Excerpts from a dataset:
-------------------------

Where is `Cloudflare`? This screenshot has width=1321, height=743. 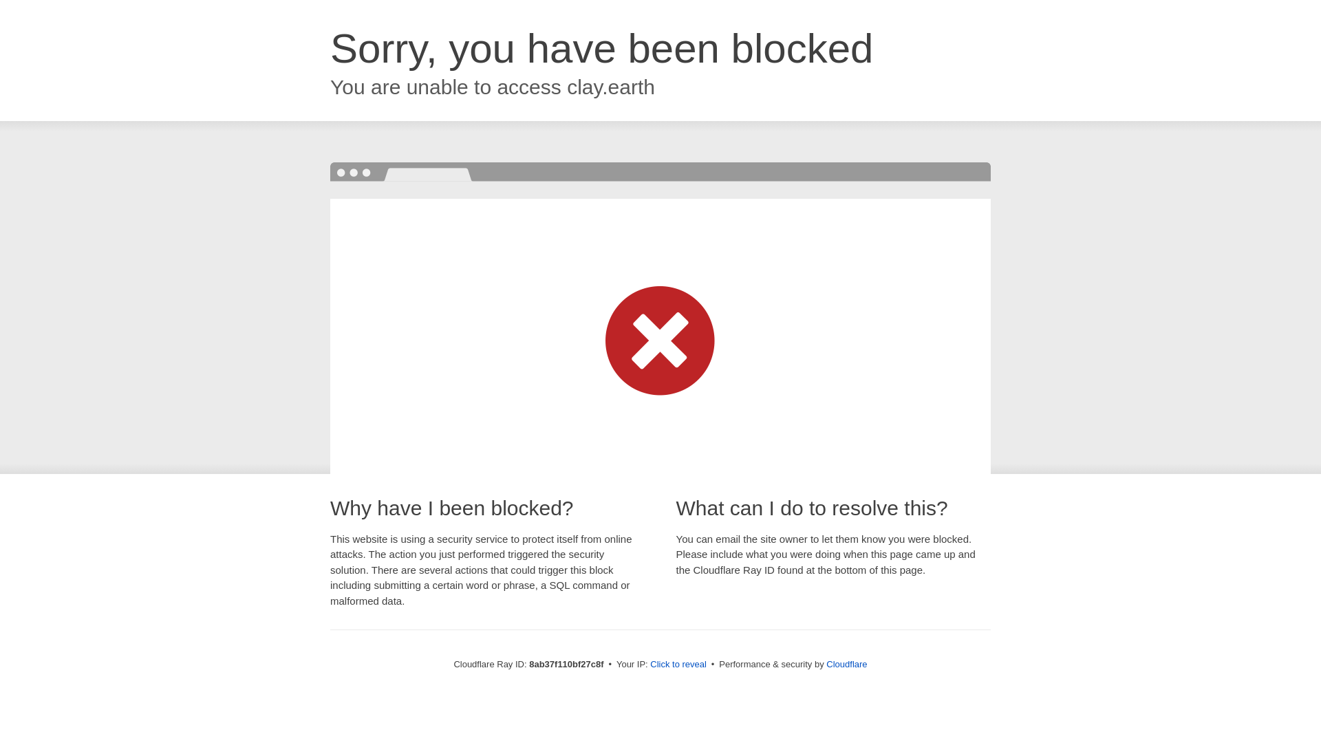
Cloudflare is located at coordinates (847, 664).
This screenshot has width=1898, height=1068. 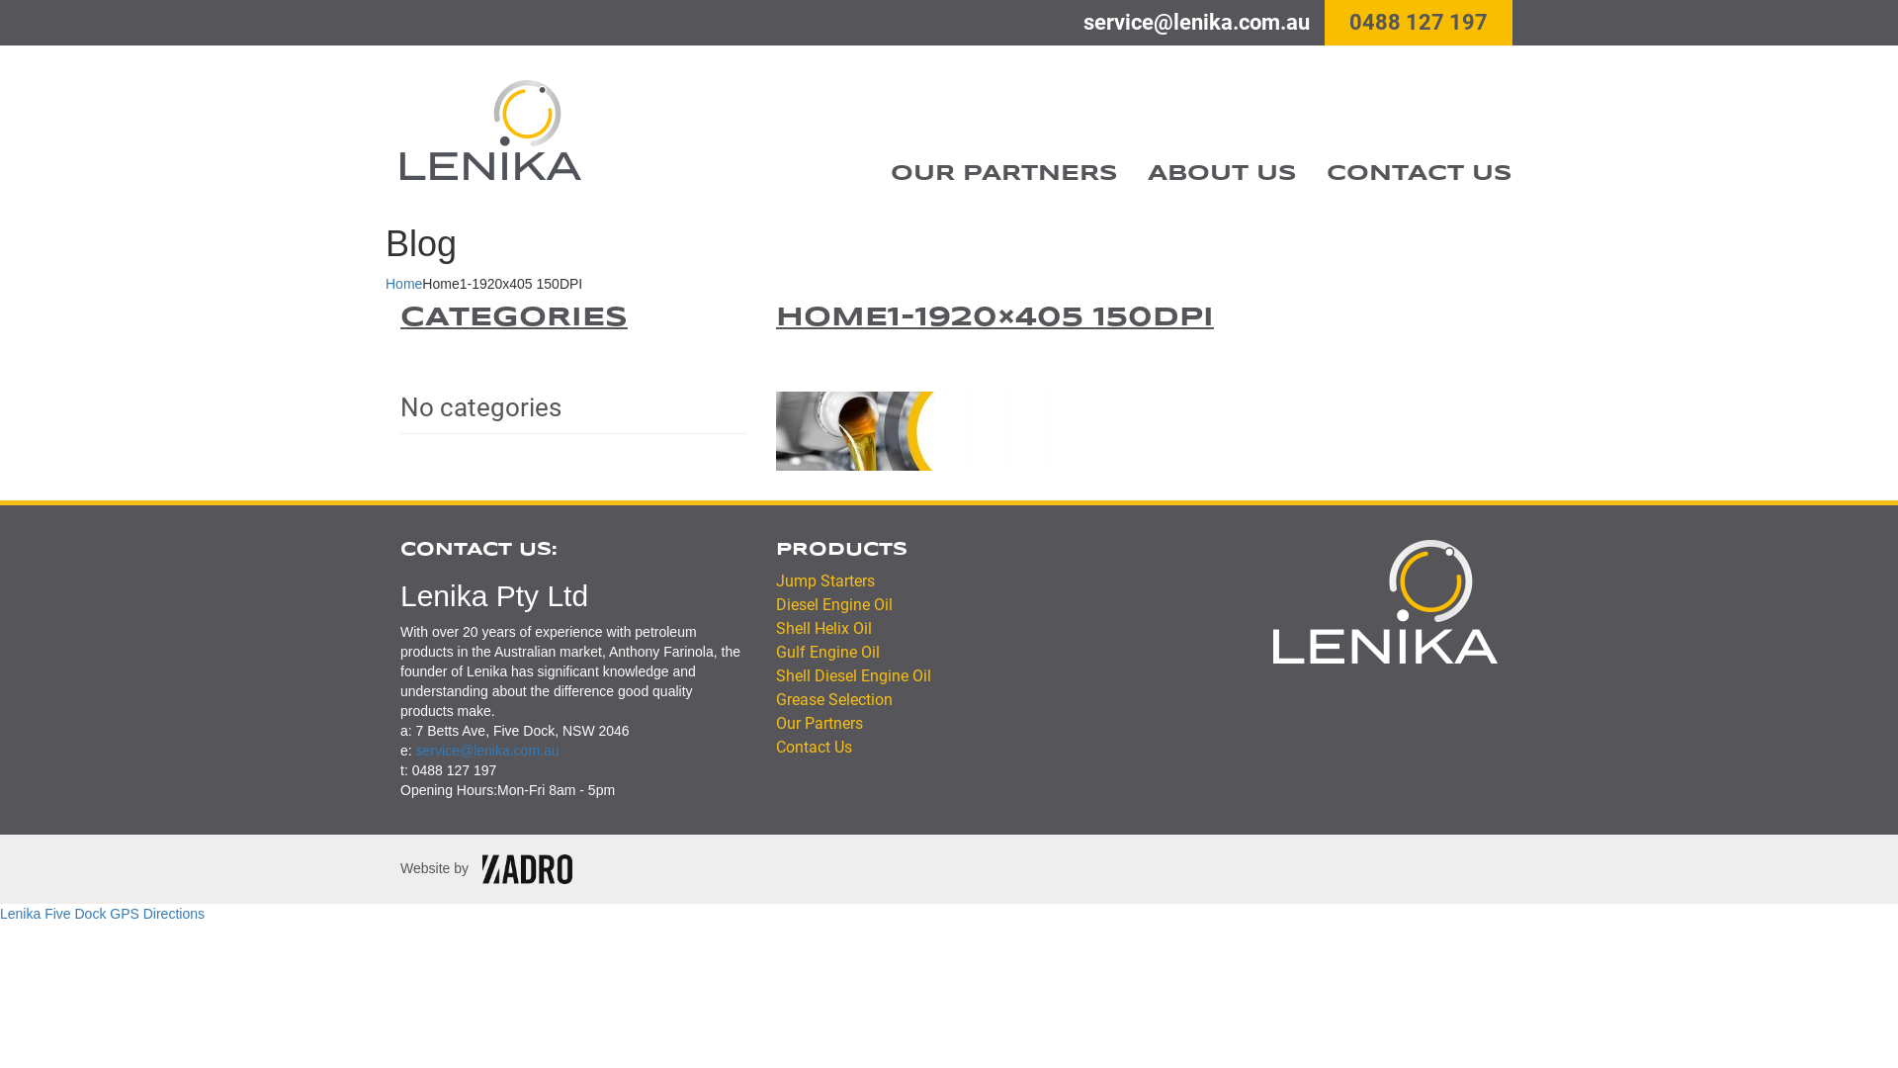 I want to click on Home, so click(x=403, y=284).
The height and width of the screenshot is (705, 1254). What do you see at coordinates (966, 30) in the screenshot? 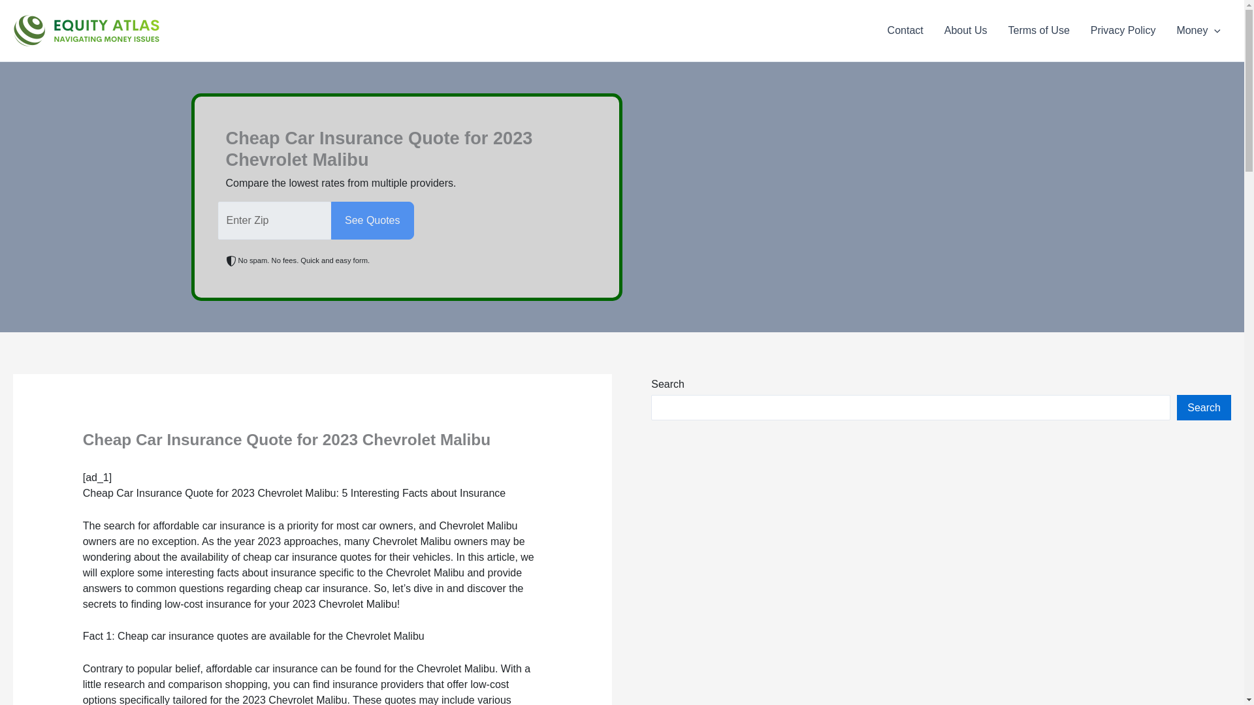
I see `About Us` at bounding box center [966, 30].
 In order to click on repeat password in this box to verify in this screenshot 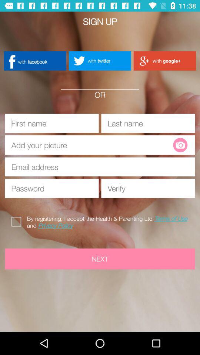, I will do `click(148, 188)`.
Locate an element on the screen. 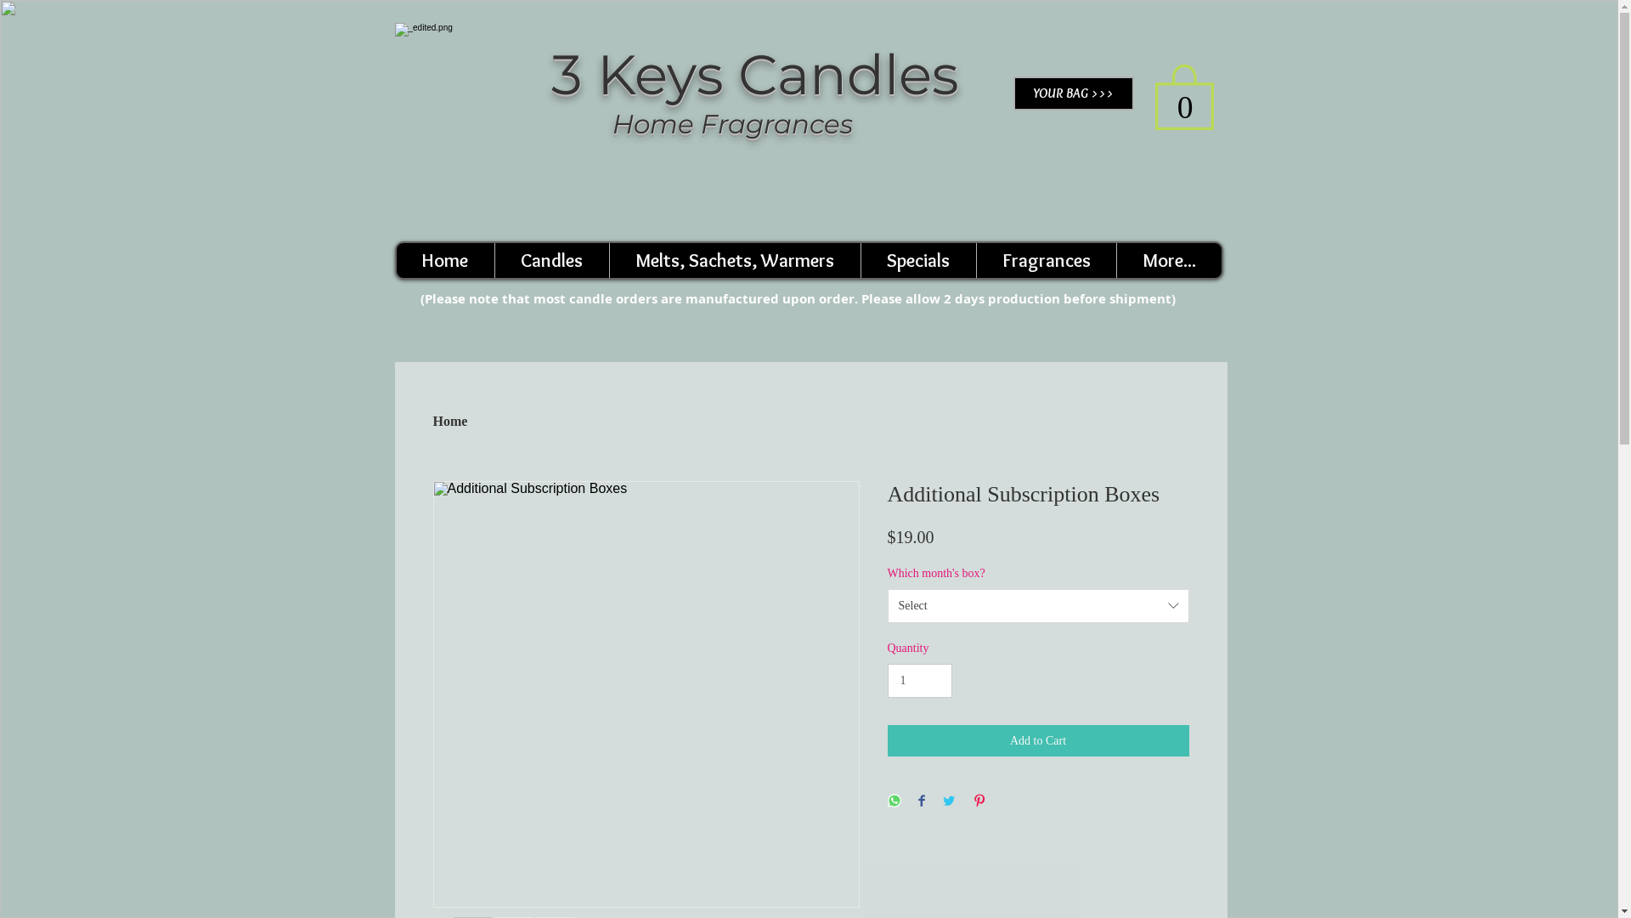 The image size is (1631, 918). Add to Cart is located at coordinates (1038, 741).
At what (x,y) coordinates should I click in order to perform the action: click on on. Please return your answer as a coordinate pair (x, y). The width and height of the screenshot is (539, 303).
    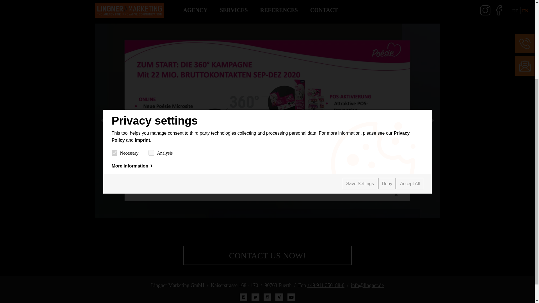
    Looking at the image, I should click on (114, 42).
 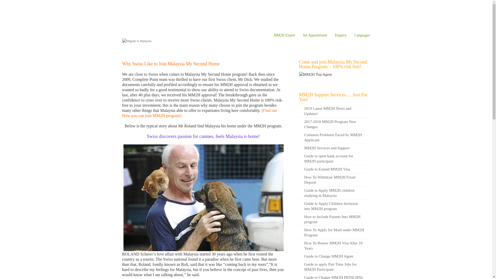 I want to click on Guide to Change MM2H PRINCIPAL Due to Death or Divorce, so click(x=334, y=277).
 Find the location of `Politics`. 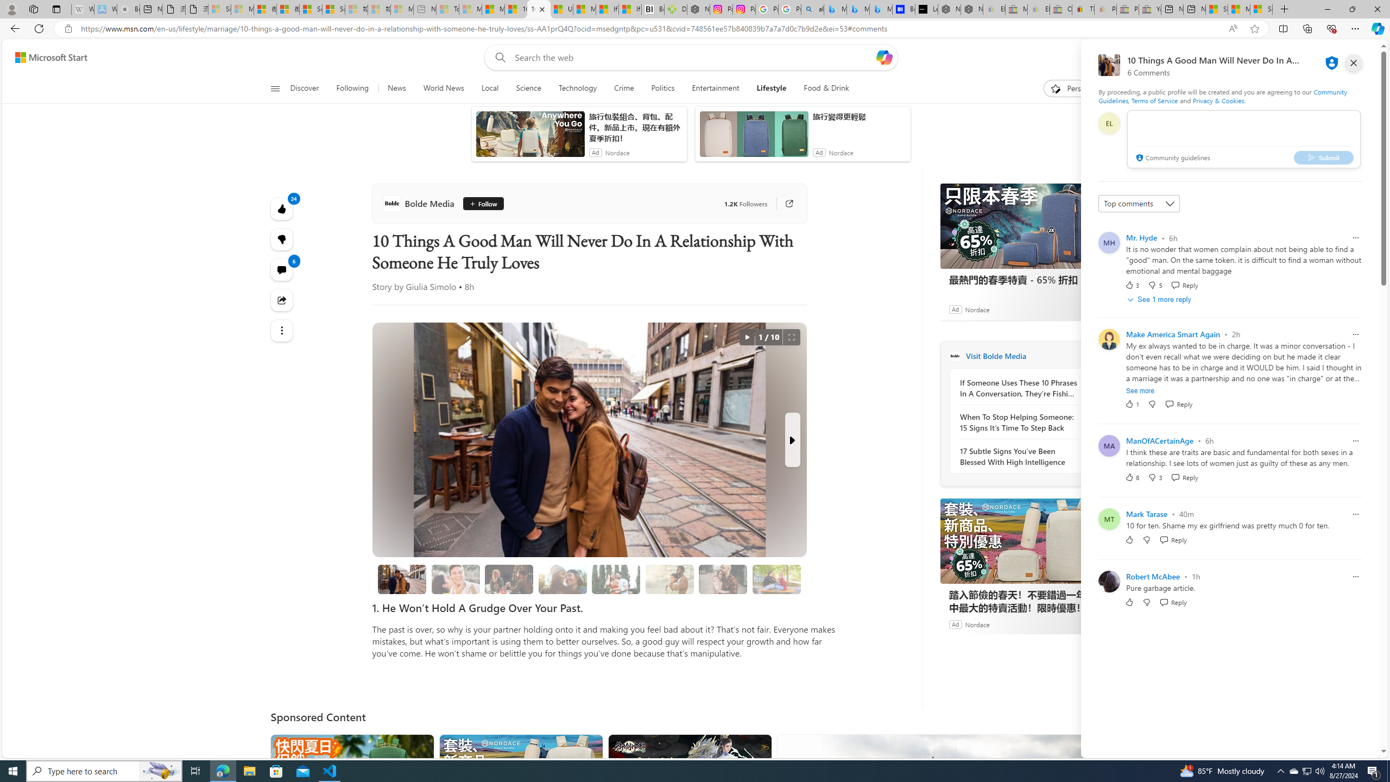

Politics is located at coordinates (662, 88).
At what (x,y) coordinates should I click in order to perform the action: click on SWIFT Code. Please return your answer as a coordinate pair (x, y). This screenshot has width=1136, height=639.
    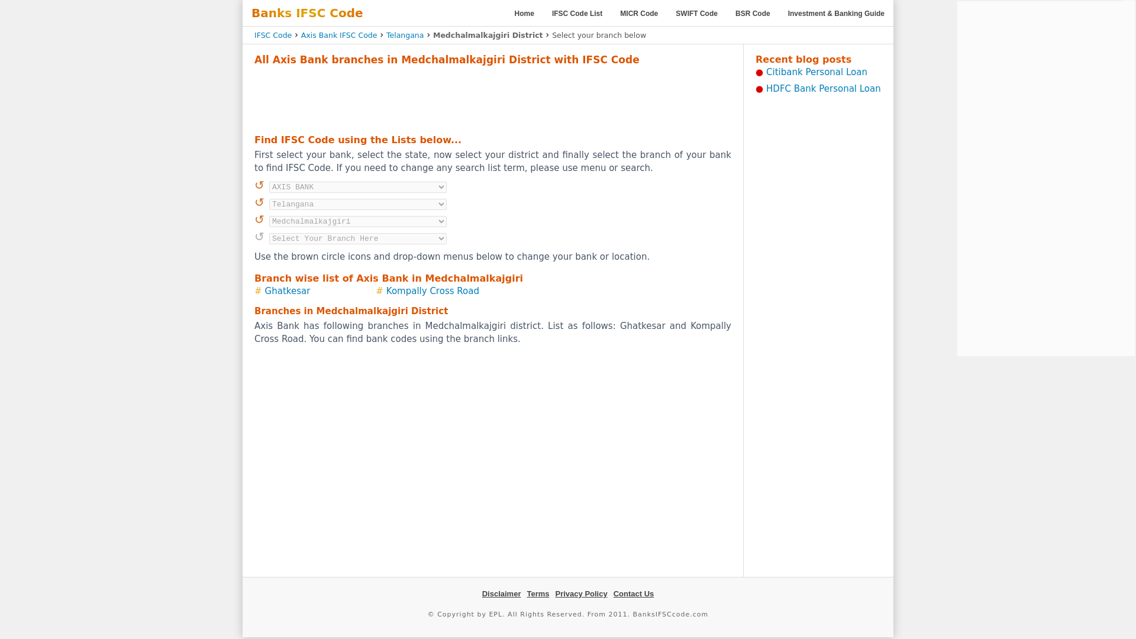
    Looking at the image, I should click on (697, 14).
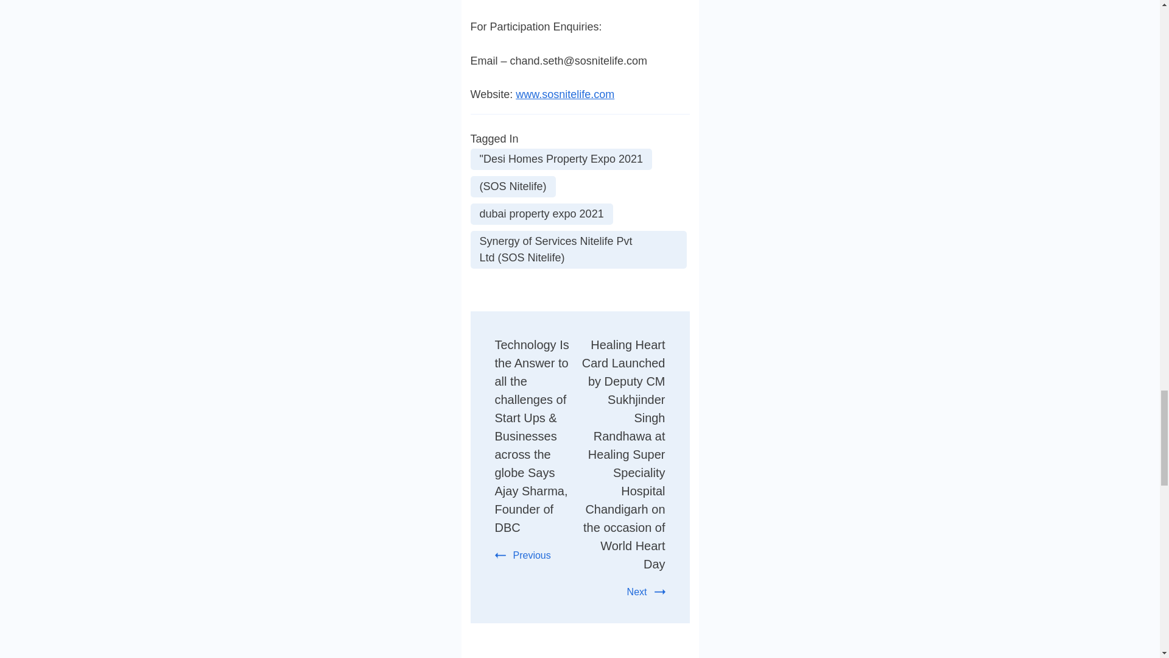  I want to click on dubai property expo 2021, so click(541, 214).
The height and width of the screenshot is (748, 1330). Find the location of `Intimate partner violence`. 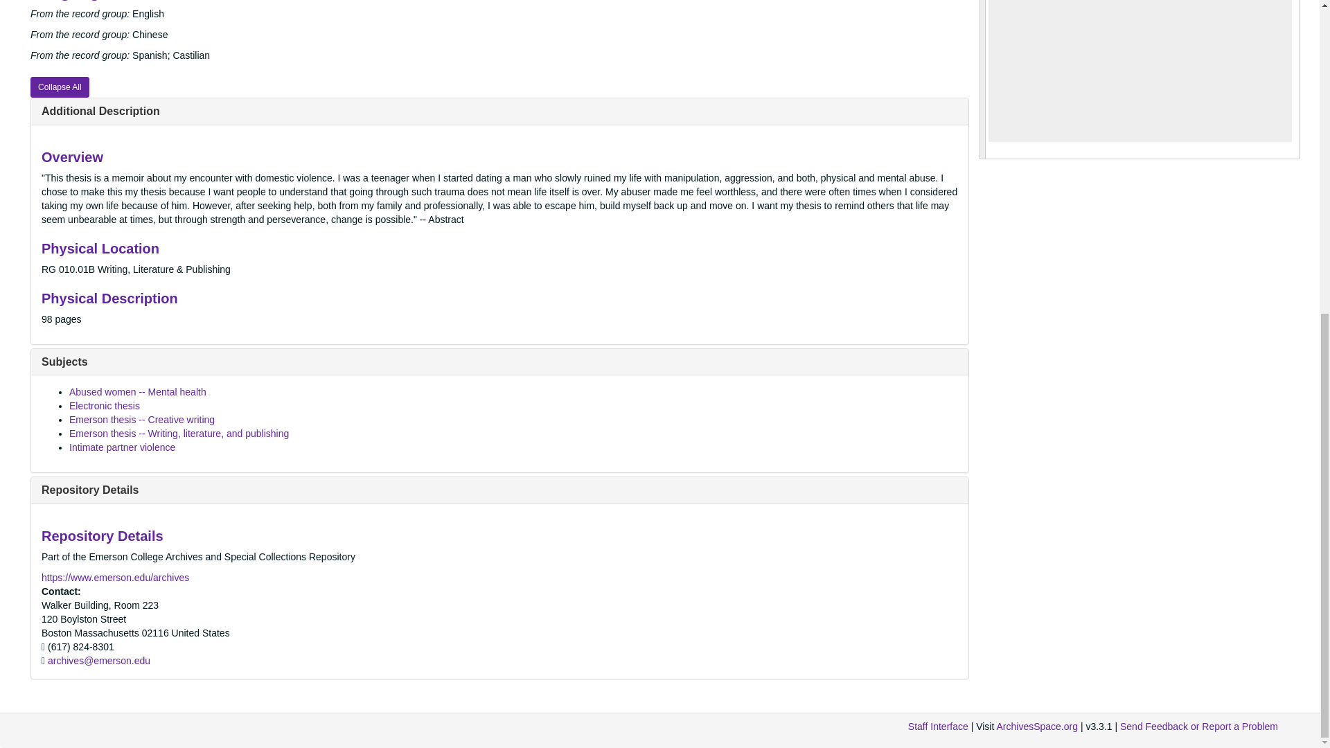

-------------------------

* [Try it] Print only the lines running from the one containing "has width=1136, height=639." to the end of the data above, exactly; include no pictures.

* [Exercise solution]
At what (x,y) coordinates should I click in order to perform the action: click on SWIFT Code. Please return your answer as a coordinate pair (x, y). This screenshot has width=1136, height=639.
    Looking at the image, I should click on (697, 14).
  I want to click on dubai property expo 2021, so click(541, 214).
The height and width of the screenshot is (748, 1330). Find the location of `Intimate partner violence`. 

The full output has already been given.